Schneider’s cancer story began around 2003, when she began experiencing abdominal pain and belly bloating. But she wasn’t diagnosed with ovarian cancer until 2006. She underwent surgery at Sutter Health in Sacramento and had additional treatment at Stanford University. Eventually, the cancer returned.

In 2010 Schneider transferred her medical care to UC Davis Comprehensive Cancer Center, where she received treatment from gynecologic oncologist Susannah Mourton, who has since left UC Davis.

Schneider was stoic, and an easy patient, Little recalls.

“Every doctor loved her and her drive, tenacity and passion for learning,” she says. “She was just a wonderful, intelligent, caring woman with a great sense of humor.”

That same blend of tenacity and compassion strengthened Schneider’s desire to advocate for and help other women with cancer, even as her own health waned. She wanted to use her own experience with cancer to give back.

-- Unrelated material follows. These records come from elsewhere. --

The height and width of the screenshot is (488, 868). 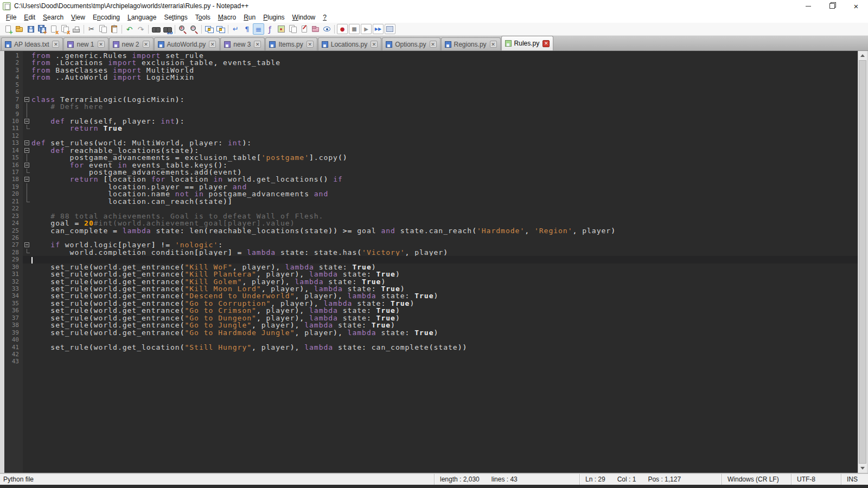 What do you see at coordinates (808, 6) in the screenshot?
I see `minimize-button` at bounding box center [808, 6].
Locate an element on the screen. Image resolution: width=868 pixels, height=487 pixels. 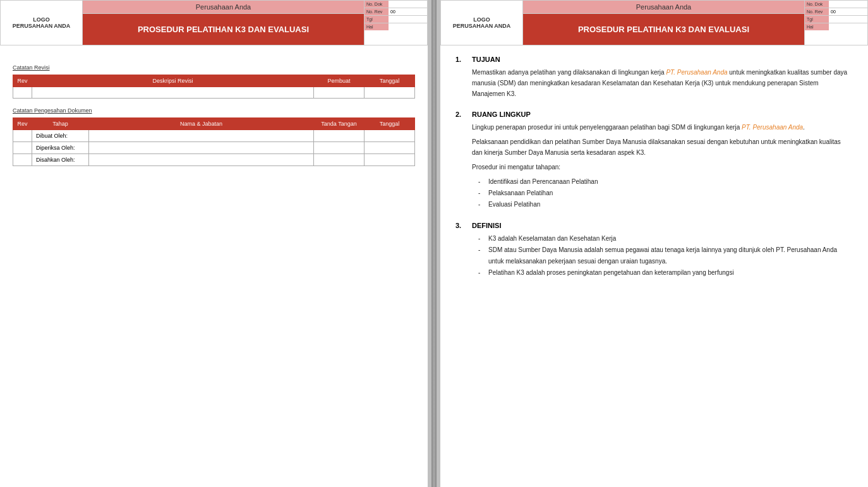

She and Little established the trust in 2011. Through Schneider’s estate and fundraising efforts, including a bike ride, the trust donated $250,000 to the UC Davis Comprehensive Cancer Center to support ovarian cancer research. (Another fundraising bike ride is tentatively scheduled for this summer.)

Early cancer detection — particularly for ovarian cancer — remains a vital theme. “Roberta wanted to create a place where women can learn about cancer and are taught to recognize signs and symptoms,” Little says. “We learned through her cancer. It’s a shame we didn’t catch it quick enough. She would still be here.”

“It is unfortunate that most women with ovarian cancer will be diagnosed with advanced-stage disease,” says Gary Leiserowitz, professor and chief of gynecologic oncology at UC Davis. “The symptoms and signs of ovarian cancer are often non-specific or confused with conditions other than ovarian cancer, both by patients and their physicians.”

He adds that although there are no currently effective screening tests for ovarian cancer, earlier detection is feasible if patients and their doctors consider the diagnosis as a possibility and investigate with a pelvic exam and pelvic ultrasound.

A devoted and astute businesswoman for 45 years, Schneider had many talents. She loved dining out and gardening as well as music, particularly the violin, which she had to give up in the later years of her illness, due to neuropathy.

“Roberta was stubborn; she wanted to fight it until the end,” Little says. “No wheelchairs, no walkers, and no oxygen!”

When the wheels finally fell off, as Little puts it, Mourton helped them with palliative care for Schneider. During that time, Little hosted a stream of Schneider’s clients, each of whom got about five minutes with Schneider to say their goodbyes.

Schneider died in her home, exactly as she wanted, in March 2011. One month later, Little threw a celebration of life party, attended by about 400 people.

Shortly after Schneider’s passing, Schneider’s trust began building steam. Little set up a cozy meeting area in the J Street location where Roberta J. Schneider Inc. is housed. Little’s preparation is paying off, continuing to bolster the trust. She hopes to make the trust a nonprofit organization and a haven for women living with cancer by offering resources, education and support as well as bringing in educators — doctors, nurses, and other experts — on a regular basis to discuss prevention and detection.

“We lost a good woman,” Little says. “But her legacy lives on. And that’s our goal, for the R.J. Schneider Trust for Women’s Health Care and UC Davis Comprehensive Cancer Center to find common ground in helping educate all women on all forms of cancer, not just ovarian.”

“Ovarian cancer research is an important focus of our investigations at UC Davis,” says Leiserowitz. “Current projects include developing a potential diagnostic blood test for ovarian cancer, investigating clinical and molecular factors associated with long-term survival, and contributing to cooperative group clinical trials to evaluate the best therapies.”

Michele Steiner, associate director of development for the cancer center, says that philanthropic support like Schneider’s is essential to advancing the cancer center’s mission to provide excellent patient care and innovative research.

“We are truly grateful,” Steiner says, “that Roberta recognized the importance of establishing the Roberta J. Schneider Memorial Fund to benefit advocacy and research on women’s cancers.”